I have a complicated relationship with testing. I refuse to pretend that it’s caused no mischief in our schools—narrowing curriculum, encouraging large amounts of ill-conceived test prep, and making school a joyless grind for too many teachers and students alike—but neither can any fair-minded analyst deny that there have been real if modest gains in our present era of test-driven accountability, especially for low-income black and Hispanic children, particularly in the early grades.
What to make, then, of Secretary Duncan’s widely heralded concession that testing is “sucking the oxygen out of the room in a lot of schools” and his offer to states of a year-long delay in making test scores part of their evaluation systems?

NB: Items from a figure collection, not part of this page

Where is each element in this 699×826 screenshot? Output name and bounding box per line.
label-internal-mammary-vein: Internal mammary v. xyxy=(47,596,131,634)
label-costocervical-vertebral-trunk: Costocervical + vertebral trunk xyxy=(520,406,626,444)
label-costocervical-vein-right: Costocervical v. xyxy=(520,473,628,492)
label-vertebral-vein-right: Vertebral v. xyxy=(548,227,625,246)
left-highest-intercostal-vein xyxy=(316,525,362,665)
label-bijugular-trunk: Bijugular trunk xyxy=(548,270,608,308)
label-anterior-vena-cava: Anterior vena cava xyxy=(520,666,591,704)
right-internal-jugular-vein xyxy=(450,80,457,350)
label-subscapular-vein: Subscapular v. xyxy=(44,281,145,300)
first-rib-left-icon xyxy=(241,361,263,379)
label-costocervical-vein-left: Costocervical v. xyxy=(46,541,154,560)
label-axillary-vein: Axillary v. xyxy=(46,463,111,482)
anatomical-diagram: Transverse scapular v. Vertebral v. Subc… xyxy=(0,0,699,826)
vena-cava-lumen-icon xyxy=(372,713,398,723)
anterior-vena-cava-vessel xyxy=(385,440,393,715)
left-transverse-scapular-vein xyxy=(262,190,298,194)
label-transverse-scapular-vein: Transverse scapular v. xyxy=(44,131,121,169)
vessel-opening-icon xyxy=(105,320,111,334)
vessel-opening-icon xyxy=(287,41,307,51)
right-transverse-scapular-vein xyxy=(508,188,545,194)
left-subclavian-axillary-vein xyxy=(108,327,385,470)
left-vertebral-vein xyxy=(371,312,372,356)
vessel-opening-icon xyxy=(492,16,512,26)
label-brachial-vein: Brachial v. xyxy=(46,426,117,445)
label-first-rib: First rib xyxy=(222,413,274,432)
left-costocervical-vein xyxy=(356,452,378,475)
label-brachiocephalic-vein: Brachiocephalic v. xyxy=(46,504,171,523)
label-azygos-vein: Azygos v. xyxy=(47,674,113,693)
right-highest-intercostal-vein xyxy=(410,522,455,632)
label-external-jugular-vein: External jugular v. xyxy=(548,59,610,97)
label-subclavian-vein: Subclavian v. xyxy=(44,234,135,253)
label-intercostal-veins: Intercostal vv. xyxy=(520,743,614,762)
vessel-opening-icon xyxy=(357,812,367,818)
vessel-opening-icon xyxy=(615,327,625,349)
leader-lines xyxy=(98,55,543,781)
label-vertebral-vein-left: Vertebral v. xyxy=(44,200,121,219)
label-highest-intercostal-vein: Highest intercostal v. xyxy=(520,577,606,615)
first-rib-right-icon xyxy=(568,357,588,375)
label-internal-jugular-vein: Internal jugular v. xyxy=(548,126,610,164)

“There’s wide recognition that annual assessments—those required by federal law—have done much to shine a light on the places and groups of students most in need of help. Yet in too many places, it’s clear that the yardstick has become the focus,” Duncan wrote in a lengthy blog post Thursday.
We at Fordham have been among those pleading for some reasonable flexibility in this area, particularly as new standards and assessments kick in, so the secretary’s message is welcome. Some states don’t want to shift gears, but others crave a breather while curriculum and pedagogy catch up with newly rigorous expectations. (We’ll save for another day an examination of the constitutional aspects of all this, as Duncan’s department evidently will be offering states waivers from conditional waivers, the statutory basis for which has long been in doubt.)
But what about testing over the long run? Duncan’s soul-searching and candor are laudable and refreshing, but will they do more than defer a larger reckoning on testing’s place in American education? “I want our department to be part of the solution,” the secretary wrote. It’s hard to picture what that solution might be.
The difficulty was made immediately clear by those rushing forward to tell the Secretary what he meant.
“The delays are going to be temporary,” TNTP’s Tim Daly blogged. “Let’s hope states that receive a reprieve don’t take a nap…because there is a ton of work to be done on teacher evaluation systems. Early adopter states have struggled with data integrity, inflated scores, and bias in classroom observations,” he wrote. All of which is certainly true.
NEA President-elect Lily Eskelsen García said the new policy was “common sense,” and, like Daly, noted that it’s just a “temporary measure.” Yet agreement on the word “temporary” is about all the agreement we can expect, perhaps ever.
For Daly and many other reformers insist on no napping when it comes to results-linked accountability for teachers, schools, and students, while García noted (in response to Duncan) that “we must end these absurd practices” of high-stakes decision-making based on student test scores.
The restive mood over testing—and the associated threat to reform—is not limited to teachers. The PDK/Gallup poll released last week shows 54 percent of Americans—a majority now—agree that “standardized tests are not helpful” in letting teachers know what to teach, a figure that jumps to an alarming 68 percent when you count only public school parents.
That’s not, to be clear, a generalized anti-test sentiment, as the same poll shows 80 percent support for college entrance exams; 78 percent for tests to determine promotion from one grade to the next; and 91 percent in support of AP testing to award college credit to high schoolers. Americans, it seems, support testing when it’s in the service of a clear, well-defined outcome. But they don’t seem to regard “standardized” testing a la NCLB and the Common Core in the same way.
Meanwhile, a second poll by Education Next this week shows strong support for other aspects of the reform agenda. Charter schools, tax credits to fund scholarships for low-income students, even vouchers poll well. Fifty-seven percent of Americans support basing teacher salaries in part “on how much their students learn.” The irony is acute: support for the reform agenda is driven by data gleaned from testing, even as testing has become the biggest threat to that agenda.
Secretary Duncan’s reflective take on testing can delay, but cannot resolve, the reckoning that seems to be at hand, and will surely come to a head as Americans get their children’s sobering scores on tests aligned to the higher Common Core standards. Test-based accountability is turning teachers against the Common Core (and presumably against other efforts to raise standards) at the same time as politics is turning the broader public against the Common Core in part by associating it with mindless standardized testing.
Sooner or later, something’s got to give.
It seems fanciful to think we can expect teachers to commit themselves wholeheartedly to reaching higher standards while holding the threat of test-based performance reviews over their heads. It’s equally fanciful to expect a clear, fair, and effective evaluation in the absence of objective, test-driven measures. And please let’s not be naïve: reducing the weight of testing in teacher evaluation will not reduce the dominance tests have come to wield in our classrooms.
What’s it going to be? The most reliable means we have of evaluating performance is deeply unpopular. The popular means are deeply unsatisfying, squishy, and easily manipulated. Our relationship with testing is like holding a wolf by its ears. We can’t hold on and we can’t let go.